How To Develop Your Child's Interest In Reading


Reading is the most important skill a child will ever learn. By developing an interest in reading, and thereby developing the desire to learn to read, you will be giving your child the gift to all knowledge. A child who loves to read and reads well can learn ANYTHING!

The interest in reading is developed at a young age. Make time to read bedtime stores. Make time at other time of the day, if possible, to sit and read to your child. Simple, easy to understand children's books with colorful pictures as best for the youngest children.

Not only can you point to the words you are reading as you read, but you can help the child learn recognition of objects and colors by interacting during the reading of the book. Point to the picture of a duck and tell the child, "This is a duck. The duck is yellow". After a few times of doing this, point to the duck and ask the child what that picture is and what color the animal is. Every soon, after grasping language skills, the child will not wait for questions, but tell you "that duck is yellow!"

Select books that teach a lesson about life. Books that teach children how to interact with other children without fighting; books that teach about giving or sharing, are good selections. Books that teach about responsibilities - how to cross the street, never to get in a stranger's car, never to steal, and so one - are also great choices.

Children's classics are excellent choices and may well become family heirlooms that you child will read to their child years down the road. You will soon develop a child that can't wait to learn to read.

I'd like to share a small personal antidote with you. I was raised as a child who was taught an interest in reading. When Mother cooked, she sometimes got out a book and it told her what to do to make good food. When Dad wanted to know when the Christmas Parade or another event was going to occur, he read the newspaper. I had realized that you could learn anything you needed to know if you could read. Mother had taught me to read a few words, and I could go through some of my favorite books by memory, but I couldn't pick up a big book and read it.

I went to school on my first day of 1st grade and came home crying my eyes out, telling Mother I wasn't going back to that bad school. After much questioning and concern on Mom's part, she finally dragged out of me that I considered the school bad because I had not learned to read on the first day! She had to explain to me that by the end of the school year, I would be able to read.

This short story is to emphasis that you want to raise the kind of child who truly can't wait to learn to read. A lifetime of reading provides not only knowledge, but fun, relaxation, and true job.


EXERCISE OBJECTIVE: Find the word "back" in the records below. List each line containing it.
'''
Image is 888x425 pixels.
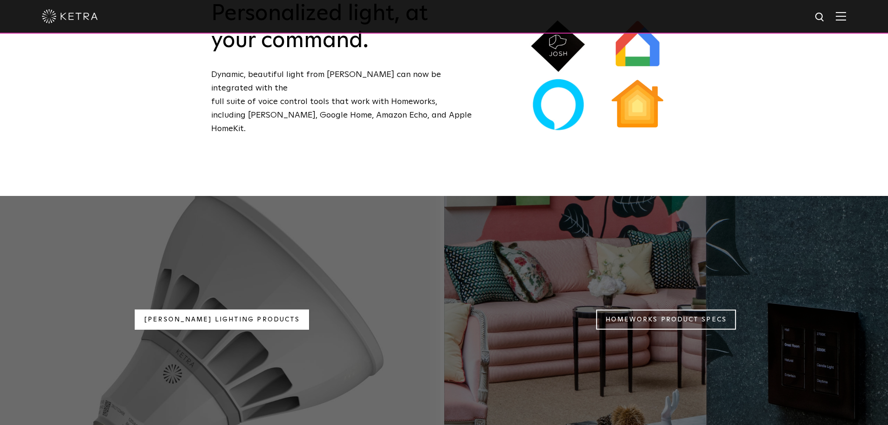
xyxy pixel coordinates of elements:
[529,17,588,75] img: JoshAI@2x
[211,68,472,135] p: Dynamic, beautiful light from [PERSON_NAME] can now be integrated with the full suite of voice co...
[609,76,667,134] img: AppleHome@2x
[529,76,588,134] img: AmazonAlexa@2x
[836,12,846,21] img: Hamburger%20Nav.svg
[815,12,826,23] img: search icon
[135,310,309,330] a: [PERSON_NAME] Lighting Products
[608,15,668,76] img: GoogleHomeApp@2x
[596,310,736,330] a: Homeworks Product Specs
[42,9,98,23] img: ketra-logo-2019-white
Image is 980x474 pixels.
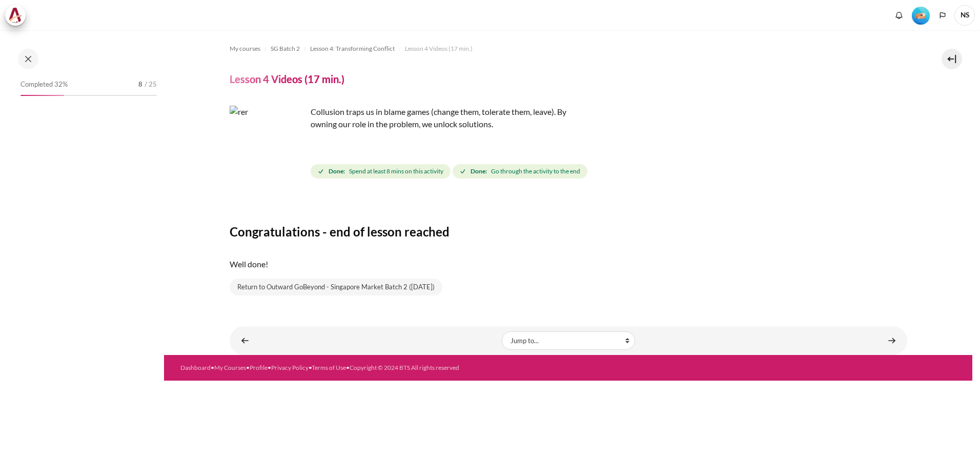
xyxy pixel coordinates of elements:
[180,363,612,372] div: • • • • •
[21,95,64,96] div: 32%
[271,43,299,55] a: SG Batch 2
[405,43,472,55] a: Lesson 4 Videos (17 min.)
[249,364,268,371] a: Profile
[891,7,906,23] div: Show notification window with no new notifications
[180,364,210,371] a: Dashboard
[470,166,487,176] strong: Done:
[271,44,299,53] span: SG Batch 2
[881,330,902,350] a: Lesson 4 Summary ►
[328,166,345,176] strong: Done:
[144,79,157,90] span: / 25
[912,7,929,24] img: Level #2
[230,43,260,55] a: My courses
[934,7,950,23] button: Languages
[21,79,68,90] span: Completed 32%
[310,43,394,55] a: Lesson 4: Transforming Conflict
[491,166,580,176] span: Go through the activity to the end
[8,7,23,23] img: Architeck
[5,5,31,26] a: Architeck Architeck
[230,44,260,53] span: My courses
[907,6,934,24] a: Level #2
[271,364,308,371] a: Privacy Policy
[349,364,459,371] a: Copyright © 2024 BTS All rights reserved
[954,5,975,26] span: NS
[349,166,443,176] span: Spend at least 8 mins on this activity
[912,6,929,24] div: Level #2
[310,44,394,53] span: Lesson 4: Transforming Conflict
[230,105,306,183] img: rer
[230,105,589,130] p: Collusion traps us in blame games (change them, tolerate them, leave). By owning our role in the ...
[235,330,255,350] a: ◄ Your Buddy Group Check-In #1
[310,162,589,180] div: Completion requirements for Lesson 4 Videos (17 min.)
[164,30,972,355] section: Content
[405,44,472,53] span: Lesson 4 Videos (17 min.)
[954,5,975,26] a: User menu
[230,40,907,57] nav: Navigation bar
[230,278,442,296] a: Return to Outward GoBeyond - Singapore Market Batch 2 ([DATE])
[214,364,246,371] a: My Courses
[230,72,344,85] h4: Lesson 4 Videos (17 min.)
[230,258,907,270] p: Well done!
[230,224,907,239] h3: Congratulations - end of lesson reached
[311,364,346,371] a: Terms of Use
[138,79,143,90] span: 8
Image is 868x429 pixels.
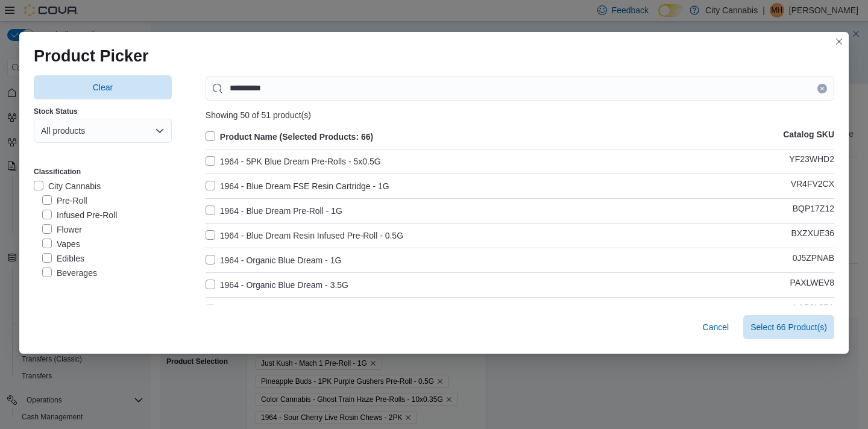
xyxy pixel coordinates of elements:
label: 1964 - Blue Dream FSE Resin Cartridge - 1G [205,179,389,193]
label: Infused Pre-Roll [43,207,117,222]
button: Closes this modal window [831,34,846,49]
label: Concentrates [43,280,107,294]
label: Classification [33,167,81,177]
label: Edibles [43,251,84,266]
label: Pre-Roll [43,193,88,207]
p: YF23WHD2 [789,154,834,168]
label: 1964 - Blue Dream Pre-Roll - 1G [205,203,343,218]
p: LAP3L8PA [794,302,834,317]
label: 1964 - 5PK Blue Dream Pre-Rolls - 5x0.5G [205,154,381,168]
label: City Cannabis [33,179,101,193]
label: Beverages [43,266,97,280]
p: 0J5ZPNAB [792,253,834,267]
span: Clear [93,82,113,93]
span: Select 66 Product(s) [750,321,827,333]
button: Clear input [817,83,827,93]
button: Select 66 Product(s) [743,315,834,339]
span: Cancel [703,321,730,333]
button: Cancel [698,315,734,339]
button: Clear [33,75,172,99]
label: 1964 - Organic Blue Dream - 1G [205,253,342,267]
label: 1964 - Blue Dream Resin Infused Pre-Roll - 0.5G [205,228,404,242]
label: Stock Status [33,107,78,116]
div: Showing 50 of 51 product(s) [205,110,834,120]
label: 7Acres - Blue Dream Live Resin + Liquid Diamonds Aio - 0.95G [205,302,457,317]
p: Catalog SKU [783,129,834,144]
label: 1964 - Organic Blue Dream - 3.5G [205,277,349,292]
p: PAXLWEV8 [790,277,834,292]
h1: Product Picker [33,47,149,66]
label: Vapes [43,237,80,251]
input: Use aria labels when no actual label is in use [205,77,834,101]
label: Product Name (Selected Products: 66) [205,129,373,144]
p: VR4FV2CX [790,179,834,193]
p: BXZXUE36 [790,228,834,242]
p: BQP17Z12 [792,203,834,218]
button: All products [33,118,172,142]
label: Flower [43,222,82,237]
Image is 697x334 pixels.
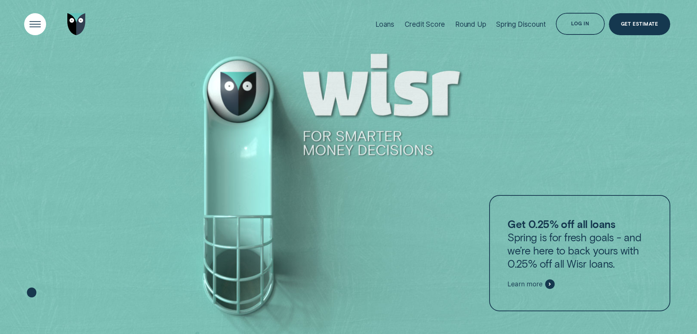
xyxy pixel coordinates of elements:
div: Spring Discount [496,20,546,29]
div: Loans [376,20,395,29]
a: Get 0.25% off all loansSpring is for fresh goals - and we’re here to back yours with 0.25% off al... [489,195,670,311]
button: Open Menu [24,13,46,35]
strong: Get 0.25% off all loans [508,217,615,230]
img: Wisr [67,13,86,35]
div: Credit Score [405,20,446,29]
div: Round Up [455,20,487,29]
button: Log in [556,13,605,35]
a: Get Estimate [609,13,671,35]
span: Learn more [508,280,543,288]
p: Spring is for fresh goals - and we’re here to back yours with 0.25% off all Wisr loans. [508,217,652,270]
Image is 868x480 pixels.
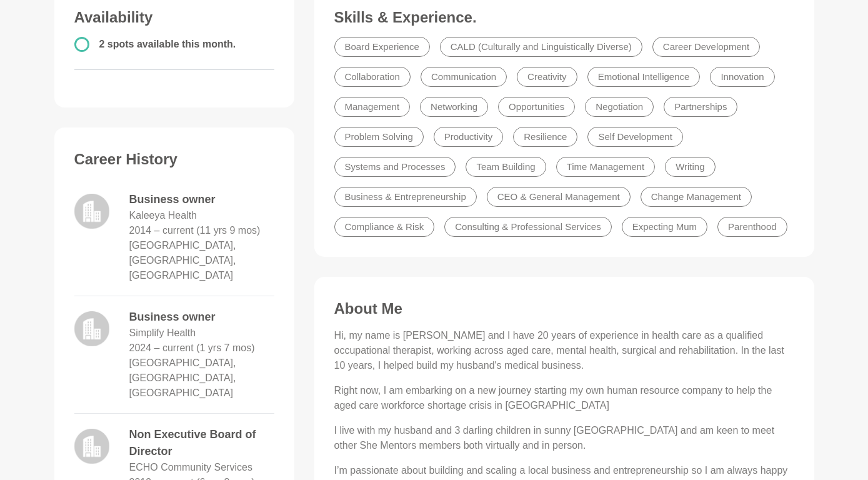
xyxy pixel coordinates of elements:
dd: ECHO Community Services [129,460,252,475]
dd: Business owner [129,309,274,325]
time: 2014 – current (11 yrs 9 mos) [129,225,260,235]
dd: Simplify Health [129,325,196,340]
dd: [GEOGRAPHIC_DATA], [GEOGRAPHIC_DATA], [GEOGRAPHIC_DATA] [129,238,274,283]
img: logo [74,193,109,229]
p: I live with my husband and 3 darling children in sunny [GEOGRAPHIC_DATA] and am keen to meet othe... [334,423,794,453]
time: 2024 – current (1 yrs 7 mos) [129,342,255,353]
img: logo [74,311,109,346]
dd: Kaleeya Health [129,208,197,223]
dd: [GEOGRAPHIC_DATA], [GEOGRAPHIC_DATA], [GEOGRAPHIC_DATA] [129,356,274,401]
dd: 2024 – current (1 yrs 7 mos) [129,340,255,356]
h3: Skills & Experience. [334,8,794,27]
h3: About Me [334,299,794,318]
dd: 2014 – current (11 yrs 9 mos) [129,223,260,238]
span: 2 spots available this month. [99,39,236,50]
img: logo [74,429,109,464]
h3: Career History [74,150,274,169]
dd: Business owner [129,191,274,208]
dd: Non Executive Board of Director [129,426,274,460]
p: Hi, my name is [PERSON_NAME] and I have 20 years of experience in health care as a qualified occu... [334,328,794,373]
p: Right now, I am embarking on a new journey starting my own human resource company to help the age... [334,383,794,413]
h3: Availability [74,8,274,27]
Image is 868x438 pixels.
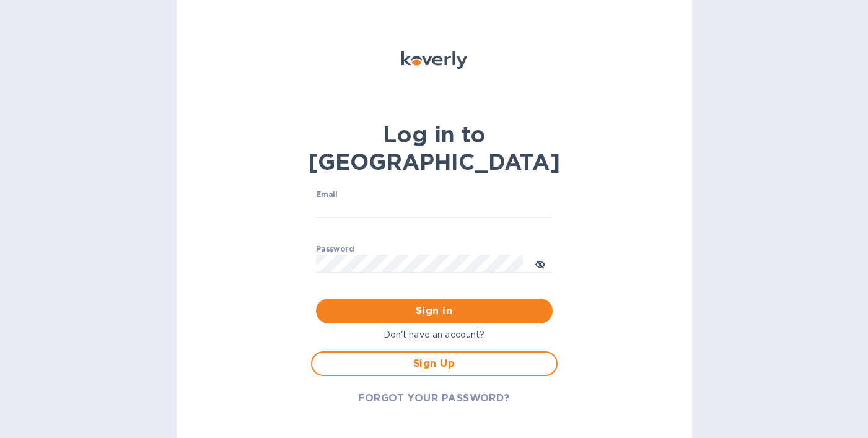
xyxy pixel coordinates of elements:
button: FORGOT YOUR PASSWORD? [349,386,520,411]
button: toggle password visibility [528,251,553,276]
p: Don't have an account? [311,328,558,341]
b: Log in to [GEOGRAPHIC_DATA] [308,121,560,175]
button: Sign Up [311,351,558,376]
span: FORGOT YOUR PASSWORD? [358,391,510,406]
span: Sign in [326,303,543,318]
img: Koverly [401,52,467,69]
span: Sign Up [322,356,546,371]
label: Password [316,245,354,252]
label: Email [316,191,338,198]
button: Sign in [316,299,553,323]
'''
EXERCISE ANSWER:
a: Get 0.25% off all loansSpring is for fresh goals - and we’re here to back yours with 0.25% off al... [489,195,670,311]
p: Spring is for fresh goals - and we’re here to back yours with 0.25% off all Wisr loans. [508,217,652,270]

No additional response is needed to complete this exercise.